Confessions of a Catholic With a Jewish Neshamah

“Can you see the real me?”

–Pete Townshend

Back when I worked for The Sun and covered Baltimore’s Orthodox community — having written about ketubah artists and the dating customs of yeshiva boys, more than 50 stories in all — the phone rang on my desk in the newsroom.

It was yet another Jewish reader, almost all of them women, convinced I was Jewish. They all asked if I’d researched family history to see if any of my forebears were among God’s Chosen.

Since half of my family is from the Galicia region of Spain and the other half from the Galicia region of Austria, it’s possible. If the adolescent Elvis could be a Shabbos goy in a Memphis housing project, anything is possible. But I’d never done the genealogical research to find out.

This particular caller suggested a litmus that appealed to me, something right out of the stories of Isaac Bashevis Singer that launched my interest in life within the Baltimore eruv. A kabbalist, or Jewish mystic, from Brooklyn was going to be in the Park Heights shtetl to receive visitors and take questions. Perhaps he could shed light on my emotional connection to six-pointed stars created from the coupling of equilateral triangles.

I took down the time and the place — sometime in the late summer or early autumn of 1995 — and, per the errant reporter’s handbook, did not tell my editors what I was up to.  (I’d made that mistake once, sharing with the late editor-in-chief John S. Carroll my desire to stand in line with other believers to receive a dollar from the Lubavitcher rebbe, Menachem Mendel Schneerson. I wanted to ask the learned man — with no less sincerity than I would inquire of Pope Francis — if Elvis was a deity. Carroll chuckled and said I might come up with a better question.)

So, off I went to some nondescript Northwest Baltimore apartment complex. I walked up a flight of stairs and found myself in a long line of people in the hallway, each of us waiting our turn. While most of them were Jewish, I wasn’t the only gentile.

I knew that the customary thank-you in these situations was $18, the numerical equivalent of the word “life” in Hebrew. But I only had eight bucks on me. What, I wondered, is life minus 10?

Soon, I was ushered into a nearly empty room, the rabbi sitting on a metal folding chair and stroking his beard, just like the 18th-century mystics in the folk tales of Singer. I quietly said hello and sat across from him in a second folding chair. He spoke first, asking if I was wearing tzitzit, the knotted fringes of string worn at the waist by observant males.

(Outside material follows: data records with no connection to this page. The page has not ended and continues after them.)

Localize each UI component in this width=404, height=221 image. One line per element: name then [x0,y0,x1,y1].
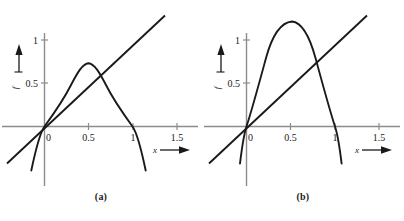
x-axis-label-b: x [354,145,359,155]
y-axis-label-b: f [212,85,222,89]
x-tick-label-0p5-a: 0.5 [82,132,95,143]
panel-caption-b: (b) [202,191,404,202]
y-tick-label-1-a: 1 [33,35,38,46]
x-axis-arrow-icon-a [160,146,190,153]
x-tick-label-1p5-a: 1.5 [171,132,184,143]
panel-caption-a: (a) [0,191,202,202]
x-axis-arrow-icon-b [362,146,392,153]
panel-a: 0 0.5 1 1.5 0.5 1 f x [0,0,202,221]
panel-b: 0 0.5 1 1.5 0.5 1 f x [202,0,404,221]
x-tick-label-1p5-b: 1.5 [373,132,386,143]
figure-two-panel-logistic-maps: 0 0.5 1 1.5 0.5 1 f x [0,0,404,221]
x-tick-label-1-a: 1 [131,132,136,143]
y-tick-label-1-b: 1 [235,35,240,46]
x-tick-label-0-b: 0 [248,132,253,143]
y-axis-label-a: f [10,85,20,89]
logistic-curve-a [31,63,145,170]
y-tick-label-0p5-a: 0.5 [26,78,39,89]
y-axis-arrow-icon-a [15,44,23,72]
x-tick-label-0p5-b: 0.5 [284,132,297,143]
x-axis-label-a: x [152,145,157,155]
y-axis-arrow-icon-b [217,44,225,72]
x-tick-label-0-a: 0 [46,132,51,143]
y-tick-label-0p5-b: 0.5 [228,78,241,89]
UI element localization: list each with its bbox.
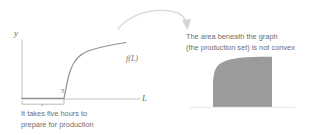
brace-span-five-hours	[22, 102, 64, 107]
transition-arrow-shaft	[118, 10, 186, 29]
y-axis-label: y	[14, 28, 18, 39]
production-set-note-line-2: (the production set) is not convex	[186, 43, 295, 54]
x-tick-label-5: 5	[61, 87, 65, 96]
transition-arrow-head	[182, 19, 191, 30]
brace-caption-line-2: prepare for production	[21, 120, 94, 131]
production-set-note-line-1: The area beneath the graph	[186, 32, 278, 43]
production-curve-label: f(L)	[126, 54, 138, 64]
x-axis-label: L	[142, 93, 147, 104]
production-set-region	[213, 57, 272, 107]
figure-root: y L f(L) 5 It takes five hours to prepar…	[0, 0, 309, 135]
production-curve	[64, 43, 126, 99]
brace-caption-line-1: It takes five hours to	[21, 109, 87, 120]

No, I said, pulling a rosary from my pants pocket, a string of beads that, when hanging loose, might mimic the Orthodox tassels he’d asked about. The rabbi didn’t bat an eyelash and, as I put the rosary back in my pocket, got to the point. “Why are you here?”

I told him everything I was feeling as best as I could, leaving out the part that my Judaica obsession — which extended to wearing a Borsalino hat to formal affairs — was causing problems with my Syrian-American girlfriend at the time.

More stroking of the beard while he looked me over. More fidgeting as he took my measure. Finally: “You love the Jewish people?”

“Yes, Rebbe, I do.”

“And you are happy being Catholic?”

“Yes, Rebbe, I am.”

Nodding his head, he turned his palms upward and summed up my dilemma in a bit of schtick straight from the Yiddish stage. “So vats the problem?”

I never again questioned whether I was a Jew somehow thrust into Catholicism centuries before, or a Catholic enamored of make-believe. My soul — my neshamah — is Jewish. I am Catholic. There is no problem.